Fabulous. After Sarah Ditum's brutal Sunday Times review of Judith Butler's new book, we now have Kathleen Stock at UnHerd:
Not for her the pedestrian business of going through critics’ arguments, providing non-partisan evidence, and patiently exposing internal contradictions and gaps in an understated but cumulatively devastating manner. In the book’s lengthy introduction, she tells us that “of course” she could “provide good arguments as to why looking at gender this way is wrong, which would be useful for educators and policymakers”; indeed, “as an educator” herself, it is “tempting to try and expose and puncture this inflammatory caricature of gender through an intellectual exercise”. Tempted as she might be, however, it turns out that she’s not going to bother with that stuff much. Instead, she wants to give the people what nobody was really asking for: a deconstruction of the “syntactical elements” of the “anti-gender movement”, understood as a “phantasmic scene” according to the “theoretical formulation of Jean Laplanche”.
Translated into ordinary English, Butler is going to put the anti-gender people on the shrink’s couch. She seems unruffled by the fact that, in prosecuting her case, she can’t define “gender” clearly — her most definite pronouncement is that it is “a felt sense of the body, in its surfaces and depths, a lived sense of being a body in the world in this way”. But never mind the pesky details: if you are anti-gender (whatever that amounts to, exactly), then you are very probably a patriarchal racist Christian nationalist nutjob, and also secretly gay.
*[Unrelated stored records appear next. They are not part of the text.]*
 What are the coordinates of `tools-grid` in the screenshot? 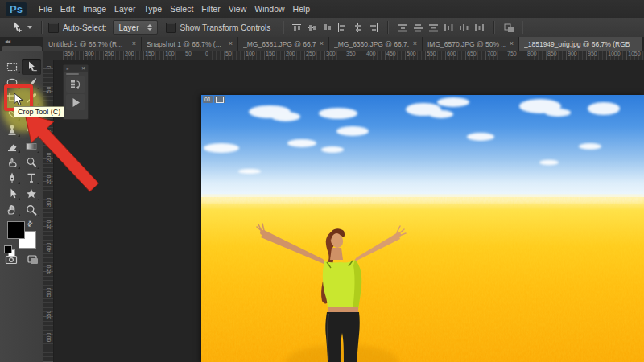 It's located at (22, 138).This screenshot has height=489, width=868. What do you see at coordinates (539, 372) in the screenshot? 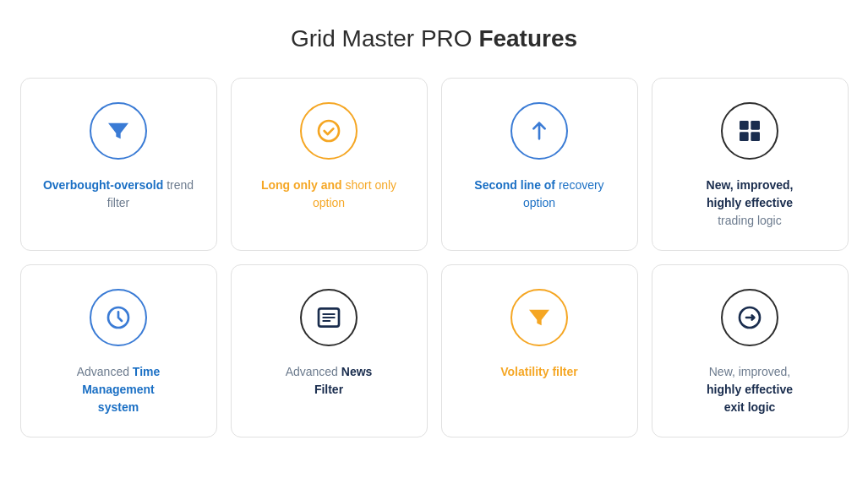
I see `card-volatility-bold: Volatility filter` at bounding box center [539, 372].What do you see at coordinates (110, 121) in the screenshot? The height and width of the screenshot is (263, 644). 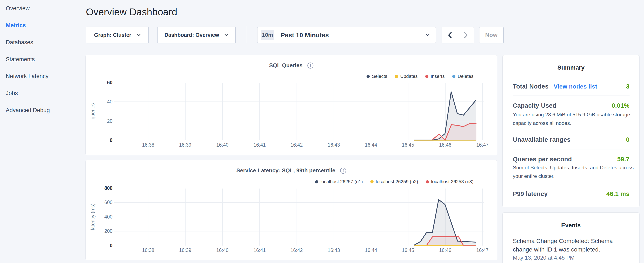 I see `svg-text: 20` at bounding box center [110, 121].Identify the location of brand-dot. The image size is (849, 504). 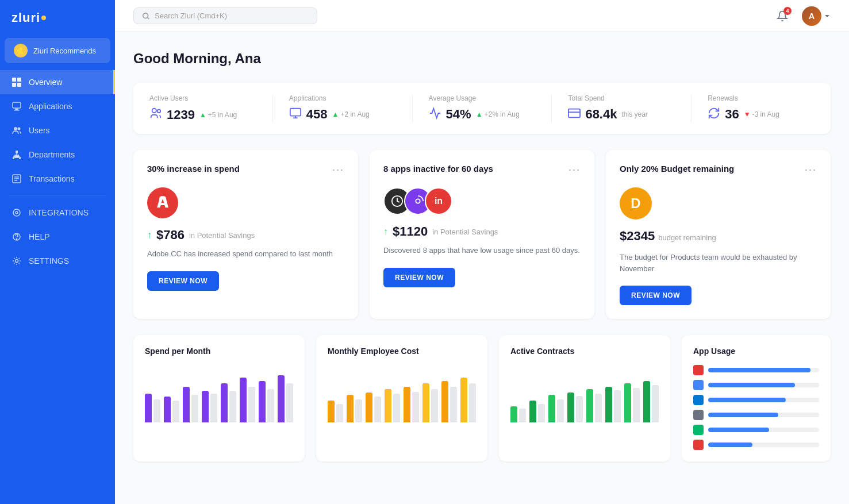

She is probing your unconscious, remember, and understands you better than you do yourself….
Though at times the author feigns charitable curiosity about some of her argumentative targets, the attitude never lasts. A sentence about gender-critical feminists that starts with “To be fair” ends up, a mere clause or two later, talking about their supposed affinities with “fascist politics”. There isn’t a single objection lodged against opponents that does not come freighted with the implication of moral taint and/or stupidity. Of course, painting one’s intellectual enemies as cartoon characters is a known tactic of modern transactivism; still, it is shocking to see it done so crudely by someone who retains a high reputation in many quarters.
It is also striking how hackneyed some of the thought is. Butler’s writing in her heyday at least displayed a bit of panache and originality, assuming you could parse it successfully. In contrast, here she comes over as in thrall to established activist tropes, and with all the depth of a TikTok video in places. She even cites Pink News as a source of data….
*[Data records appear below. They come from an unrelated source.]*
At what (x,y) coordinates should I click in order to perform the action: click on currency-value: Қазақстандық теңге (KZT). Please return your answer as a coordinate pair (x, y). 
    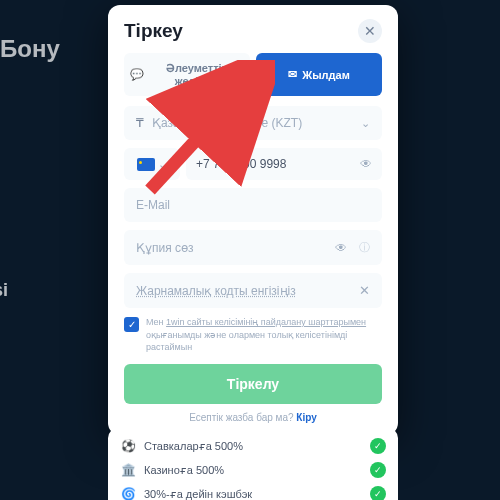
    Looking at the image, I should click on (252, 123).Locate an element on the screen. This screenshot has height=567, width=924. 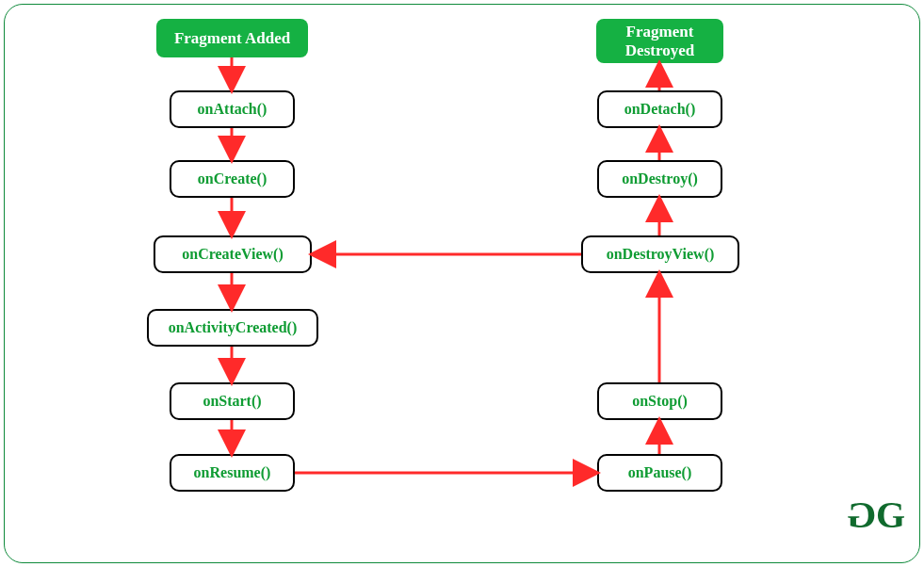
node-label: onCreate() is located at coordinates (232, 179).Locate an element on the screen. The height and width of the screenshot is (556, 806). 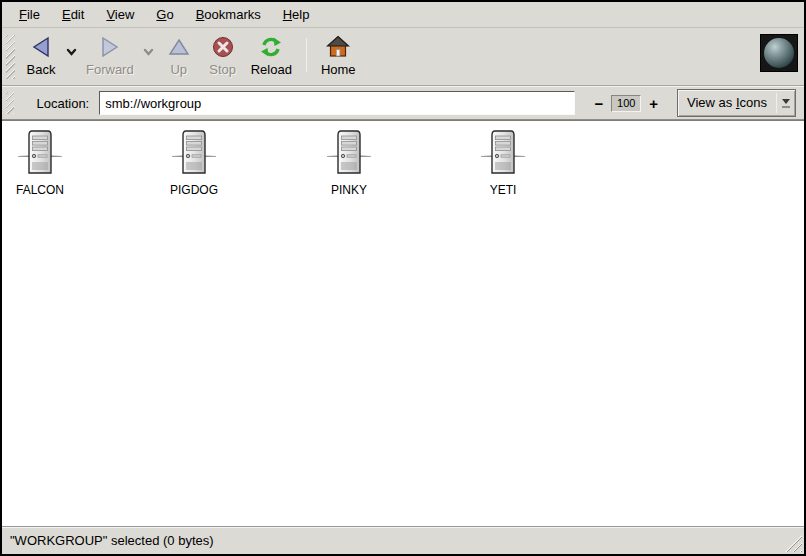
stop-label: Stop is located at coordinates (222, 70).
The chapter on British so-called TERFs is a compendium of smears culled from online teenagers about their gender-critical mums: they are not real feminists; they are effectively racists focusing on a white ideal of womanhood, on the side of “colonialism and empire”; they spread “baseless fears” about vulnerable transwomen; and so on.
Her evidence is carefully cherry-picked and often from partisan sources. There is no real attempt to take seriously the mounting evidence from hospitals and whistle-blowers of medical malpractice against children and teens in the name of “affirmation”; the rising numbers of assaults against women and girls as a result of self-ID; the demoralisation of displaced women athletes; or the physical and psychological pain of detransitioners. (On the latter, she claims that “the regret rates for people of all ages is very small”, based on a single 2021 study that has been heavily criticised since.) Also familiar from arguments with anime avatars on Twitter, we find fatuous whatabouttery: you say you are interested in stopping violence against female prisoners, but why don’t you care about male prison guards raping them? (Er… we do?) As usual, the message seems to be that these things aren’t really happening; and even if they were, they wouldn’t really matter….
Still, there is something correct in Butler’s observation that critics of transactivism are getting increasingly intolerant and illiberal. The dominant emotion she attributes to them is fear, but a more accurate description would be fury. It is obvious that many across the world have become angered by the grandiose, narcissistic overreach of academics like her: thinkers indifferent to the real-world havoc wrought by their barmy ideas and impenetrable speech codes, and who pillory all objectors as badly intentioned or deeply confused, no matter what the background reasoning. Butler is right to fear increasing threats towards LGBT people and women across the globe but fails to notice her own significant responsibility in the aetiology of the problem. Speaking personally, I’m not remotely afraid of gender, understood blandly as sexual and bodily expression; but I am very afraid of what Judith Butler has done with it.
Reading the book so we don't have to.